We didn't design the gem to handle "dev" data, the idea was really to handle "real" data, such as Product in our case.
Though if you feel like there would be a use case for dev seeds, I would be happy to discuss that with you (either here/twitter/mail etc ...)
I currently just use regular Rails migrations for this. In fact, I've executed each of the examples you provided using database migrations. You mentioned not wanting to use the console or a one-off script, but why would I want to switch over to SeedMigrations from regular ActiveRecord migrations?
Another one of the engineers here. While using ActiveRecord migrations will work for production systems, when setting up development or test systems using rake db:schema:load will not actually insert those records. Since rake db:schema:load is simply loading the current schema from schema.rb, you will still have to add those records into seeds.
Ah, interesting, thanks for the explanation - I was wondering the same thing as your parent. I always do db:migrate instead of db:schema:load, but I can see the advantages of avoiding that (particularly if you have tons and tons of migrations).
While I haven't personally used seed-fu, it seems to solve a different problem. There are two main problems we're trying to solve here:
- Having the seeds.rb file mirror the records you need from production. You wouldn't want to to register your User model, since you don't want all your production users. You would want to register a model like Product.
- Being able to easily migrate data on our production systems.

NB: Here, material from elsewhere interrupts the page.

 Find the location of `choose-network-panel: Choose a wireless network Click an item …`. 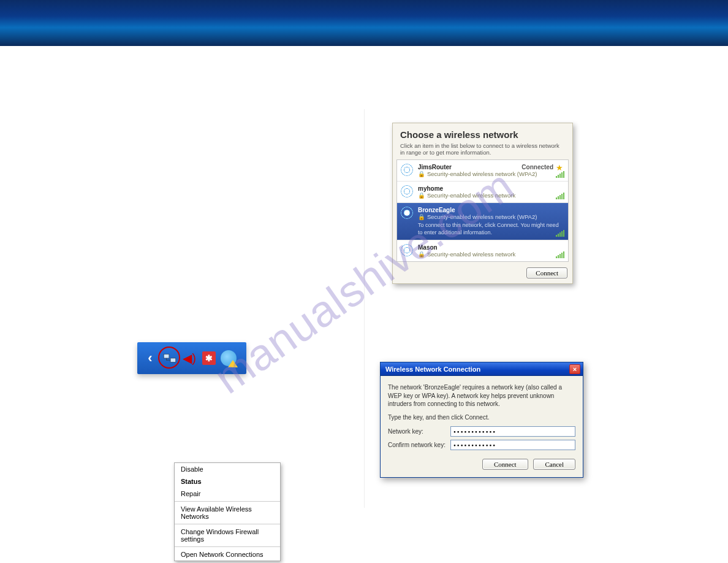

Being able to easily migrate (and rollback if something goes wrong) is key to having predictable deploys (for us at least).

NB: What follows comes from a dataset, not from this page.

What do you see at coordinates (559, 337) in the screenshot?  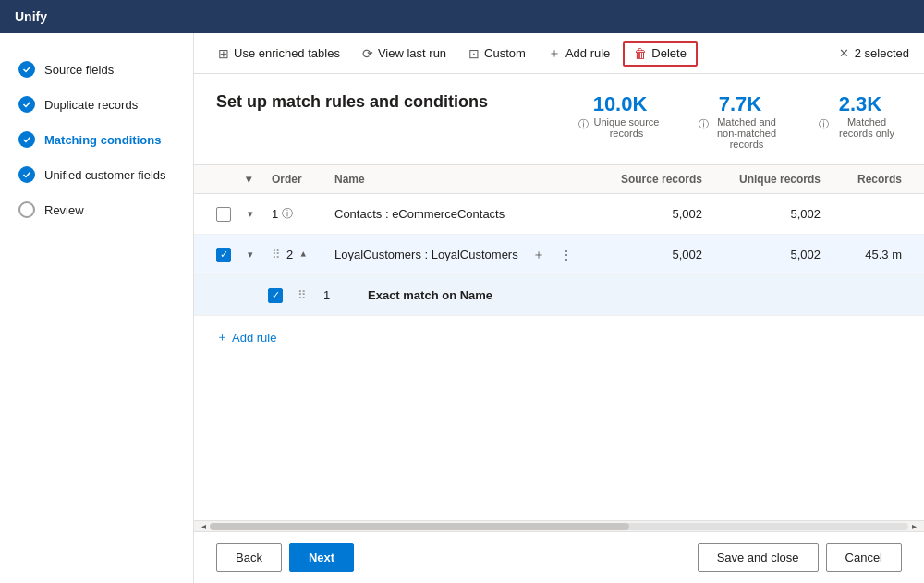 I see `add-rule-row: ＋ Add rule` at bounding box center [559, 337].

This is so useful, thanks! Can it get existing data from the database? Or does it only translate the seeds.rb file? I've been using https://github.com/rroblak/seed_dump in the past.
It's key to migrate seeds on a "clean" database. Any models you register will be exported from the database into the seeds file, so we usually rake db:reset before running rake seed:migrate on development systems. We actually built this gem almost a year into our current system, so our first bootstrap of this loaded all the records from our production database for the models we needed (products, shipping types, etc.), which gave us a clean seeds file to use on development and test systems.